Now for our inevitable spoilers. The ultimate fate of Milly is tied in with her agony-wracked post-apoc childhood, which she both wants to rewrite and revisit. She muses idly over "returning" but of course has no explanation as to how this is to happen, save silence. Once the bad guys are pasted, and the ETs go home smiling, Milly starts to fade away in the morning light. In a scene more poignant than its counterparts in BTTF or Farscape, the issue of Milly's "return" takes on a Shinto finality, as she and Miyamoto refuse to directly acknowledge how her vanishing spells her end; what "returning home" really means, when you torpedo your own timeline.

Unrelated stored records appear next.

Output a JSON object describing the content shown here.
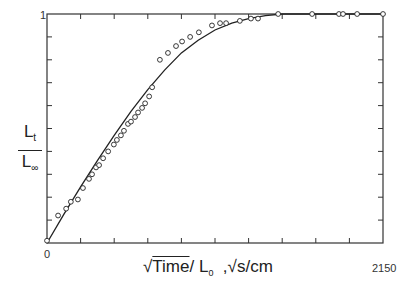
{
  "chart_data": {
    "type": "scatter",
    "title": "",
    "xlabel": "√Time / L₀ , √s/cm",
    "ylabel": "L_t / L_∞",
    "x_tick_labels": [
      "0"
    ],
    "y_tick_labels": [
      "0",
      "1"
    ],
    "xlim": [
      0,
      10
    ],
    "ylim": [
      0,
      1
    ],
    "x_divisions": 10,
    "y_divisions": 10,
    "grid": false,
    "legend": null,
    "figure_number": "2150",
    "series": [
      {
        "name": "measured",
        "marker": "open-circle",
        "x": [
          0.0,
          0.33,
          0.57,
          0.71,
          0.92,
          1.07,
          1.25,
          1.34,
          1.46,
          1.55,
          1.67,
          1.82,
          1.99,
          2.08,
          2.2,
          2.29,
          2.41,
          2.5,
          2.62,
          2.71,
          2.83,
          2.92,
          3.04,
          3.13,
          3.36,
          3.6,
          3.84,
          4.02,
          4.26,
          4.52,
          4.91,
          5.15,
          5.33,
          5.74,
          6.07,
          6.28,
          6.88,
          7.89,
          8.69,
          8.81,
          9.23,
          10.0
        ],
        "y": [
          0.01,
          0.12,
          0.15,
          0.18,
          0.19,
          0.24,
          0.28,
          0.3,
          0.33,
          0.34,
          0.37,
          0.4,
          0.43,
          0.45,
          0.47,
          0.49,
          0.52,
          0.53,
          0.55,
          0.57,
          0.59,
          0.61,
          0.64,
          0.68,
          0.8,
          0.83,
          0.86,
          0.88,
          0.9,
          0.92,
          0.95,
          0.96,
          0.96,
          0.97,
          0.98,
          0.98,
          1.0,
          1.0,
          1.0,
          1.0,
          1.0,
          1.0
        ]
      },
      {
        "name": "fitted curve",
        "marker": "line",
        "x": [
          0,
          0.5,
          1.0,
          1.5,
          2.0,
          2.5,
          3.0,
          3.5,
          4.0,
          4.5,
          5.0,
          5.5,
          6.0,
          6.5,
          7.0,
          8.0,
          9.0,
          10.0
        ],
        "y": [
          0,
          0.125,
          0.245,
          0.36,
          0.47,
          0.575,
          0.67,
          0.755,
          0.83,
          0.885,
          0.93,
          0.96,
          0.98,
          0.993,
          1.0,
          1.0,
          1.0,
          1.0
        ]
      }
    ]
  },
  "labels": {
    "y_num": "L",
    "y_num_sub": "t",
    "y_den": "L",
    "y_den_sub": "∞",
    "x_sqrt": "√",
    "x_time": "Time",
    "x_rest": "/ L",
    "x_sub": "0",
    "x_units": "  ,√s/cm",
    "y_top": "1",
    "origin": "0",
    "figure_number": "2150"
  }
}
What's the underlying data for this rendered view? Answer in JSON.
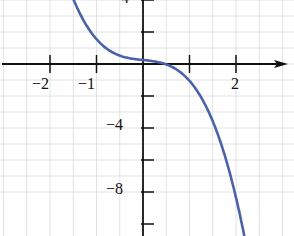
{
  "chart_data": {
    "type": "line",
    "title": "",
    "xlabel": "",
    "ylabel": "",
    "xlim": [
      -2.5,
      2.8
    ],
    "ylim": [
      -11,
      4
    ],
    "grid": true,
    "x_tick_labels": [
      "-2",
      "-1",
      "2"
    ],
    "y_tick_labels": [
      "4",
      "-4",
      "-8"
    ],
    "x_ticks": [
      -2,
      -1,
      1,
      2
    ],
    "y_ticks": [
      4,
      2,
      -2,
      -4,
      -6,
      -8,
      -10
    ],
    "series": [
      {
        "name": "curve",
        "color": "#4a63a8",
        "x": [
          -1.6,
          -1.2,
          -0.8,
          -0.4,
          0,
          0.35,
          0.8,
          1.2,
          1.6,
          2.0,
          2.3
        ],
        "y": [
          4.3,
          2.3,
          1.0,
          0.45,
          0.25,
          0.0,
          -0.5,
          -1.8,
          -4.3,
          -8.4,
          -12.0
        ]
      }
    ]
  },
  "labels": {
    "x_m2": "−2",
    "x_m1": "−1",
    "x_2": "2",
    "y_4": "4",
    "y_m4": "−4",
    "y_m8": "−8"
  }
}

But then Miyamoto is rescued in a well-orchestrated and -foreshadowed denouement by a Milly who is using a plainly more sophisticated time machine than the one she started with. Us time buffs are left, as usual, with more questions than answers at the end, but that seems to be the emotion Yamazaki has been aiming for all along. He borrowed thunder from a dozen other pictures, and braved the recognition each reworking would incite, and it all seems to lead to this simple ending, about the act of reworking itself. It's like he wanted everyone to relive that feeling of frustrated wonder one felt the first time one heard about time travel, or saw a time travel story on the silver screen, and this is the closest he could come to rewritng our own familiarity. And he comes remarkably close; close enough to watch it melt back into the morning of one's mind.